Slowly, I separated each snapshot from the mass and spread them out across the table like artifacts from some future archaeological dig. The paradox of intimacy and abstraction embedded in each 4x6 sheet begged to be decoded. In photography, the “latent image” refers to an image that has been recorded, but is not yet visible, still holding the potential for meaning. But how do we talk about an image that, once visible, has receded into it’s own materiality; the rippling, cracked emulsion of a color photograph? The production of chromogenic photographs is now in rapid decline, but for decades we have depended on this material to record, rewrite and memorialize our lives. Through one destructive, albeit common, event these familiar images have been transformed into bizarre microcosmic landscapes shaped by their own chaotic material logic. This disruption interrogates our collective dependency on a very unstable medium and suggests it’s unlikely, transformative power.




Slow Burn





The Butterfly Hunter ~ A collection of McKenna's father's butterfly collection she inherited, unopened since they had been captured, each butterfly was still meticulously labeled and wrapped up in an array of magazine, newspaper, letter and notebook pages.

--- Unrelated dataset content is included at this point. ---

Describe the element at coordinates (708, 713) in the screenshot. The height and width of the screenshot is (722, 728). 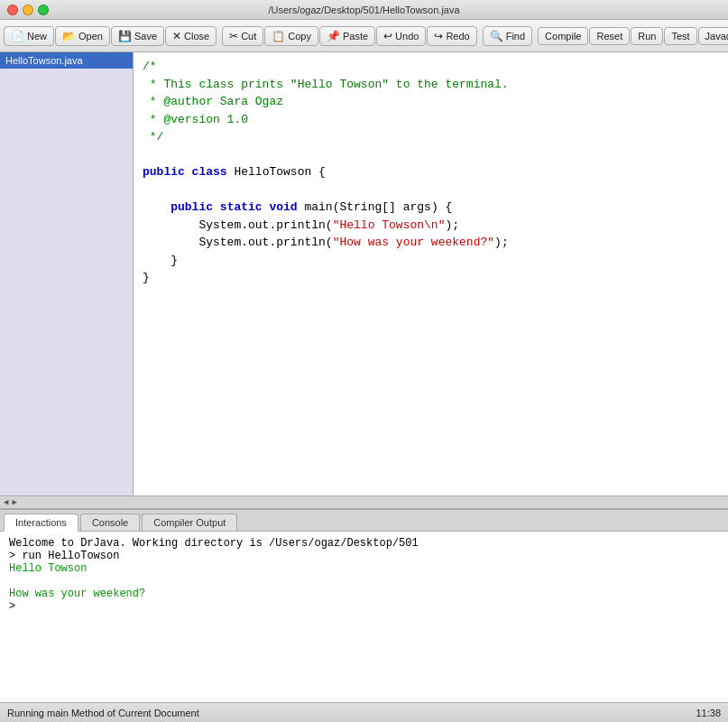
I see `status-time: 11:38` at that location.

The instinct to preserve something often means that we can covet it and keep it hidden away, but the objects can exert their will on us and preservation becomes a burden so, rather than covet her father's collection, she decided to give away every piece to gallery visitors. The act of scattering these images was meant to diffuse the responsibility of preservation and to give the objects a second life; instilling a trust in the collective.

McKenna makes an interesting observation about our inherent desire for quantity in the accumulation of an archive or collection. "In the aftermath of loss, both personal and cultural, we gather up the objects and traces left behind, compile and examine them as though these material things can tell us something about what has happened to us. Perhaps this impulse is a way of taking inventory of our loss, measuring, through objects, the size of the void."